Frequency distributions of species for the six core traits. Grey: species with all six traits; white: species with at least one trait. (a) Plant height, (b) Seed mass, (c) SSD: stem dry mass per stem fresh volume (stem specific density), (d) Leaf area, (e) LMA: leaf dry mass per leaf area, (f) Leaf Nmass: leaf nitrogen content per leaf dry mass (leaf nitrogen concentration).

Fig. 4
figure 4

The coverage of species per trait with respect to woodiness (woody versus non-woody incl. semi-woody). The coverage in the GIFT database247,248 a comprehensive baseline of plant growth form, is included for external comparison (see ref. 11 for more details). In parentheses: the number of species with data for the trait and the number of species for which woodiness could be determined.

Usage Notes

In case the dataset is used in publications, both this paper and Díaz et al.9 should be cited.

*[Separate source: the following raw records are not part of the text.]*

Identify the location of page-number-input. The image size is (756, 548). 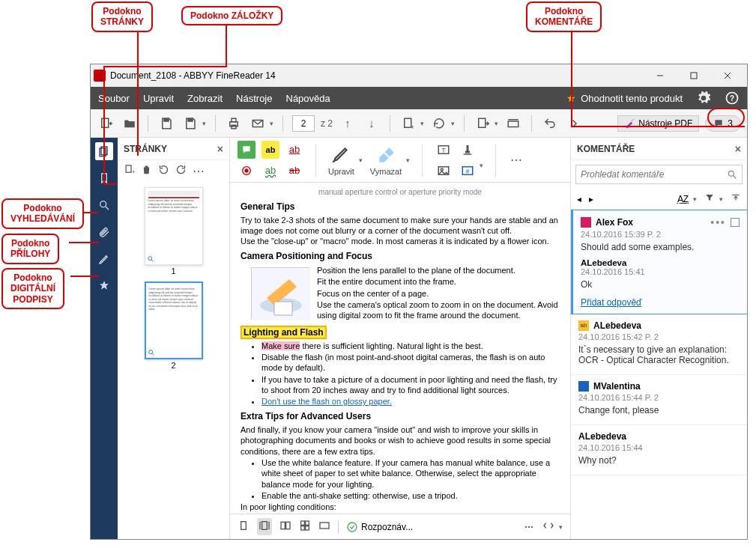
(303, 124).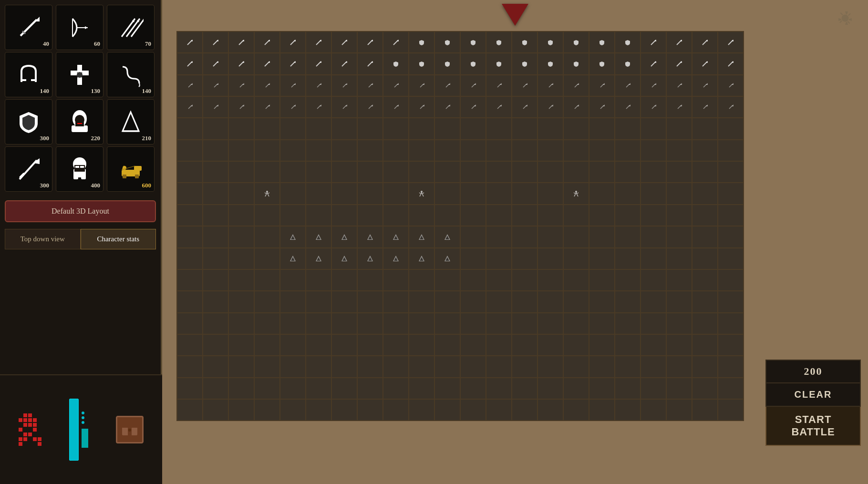 The height and width of the screenshot is (484, 868). I want to click on item-cross: 130, so click(80, 74).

The six quantitative traits compiled here (plus LDMC) are among the best-covered quantitative traits in the TRY database. However, as is typical for these kinds of observational data, the numbers of records per species are unevenly distributed: few species mean trait values are based on a large number of records, while a large fraction of the species mean estimates is based on only a few or a single trait record(s) (see difference between mean and median number of trait records per species and trait in Table 2, the number of trait records per species mean is also indicated in the dataset file ‘Species_mean_traits.xlsx’). The representativeness of these mean values should be taken with caution, because the trait measurements have to be treated as samples from the variation of traits within species, which – for some traits – can be substantial10. However, as mentioned above, one trait record is often based on several trait measurements on characteristic individuals and therefore represents a species per site-specific mean value. In the context of large-scale analyses the variation within species has been shown to be considerably smaller than the variation between species10.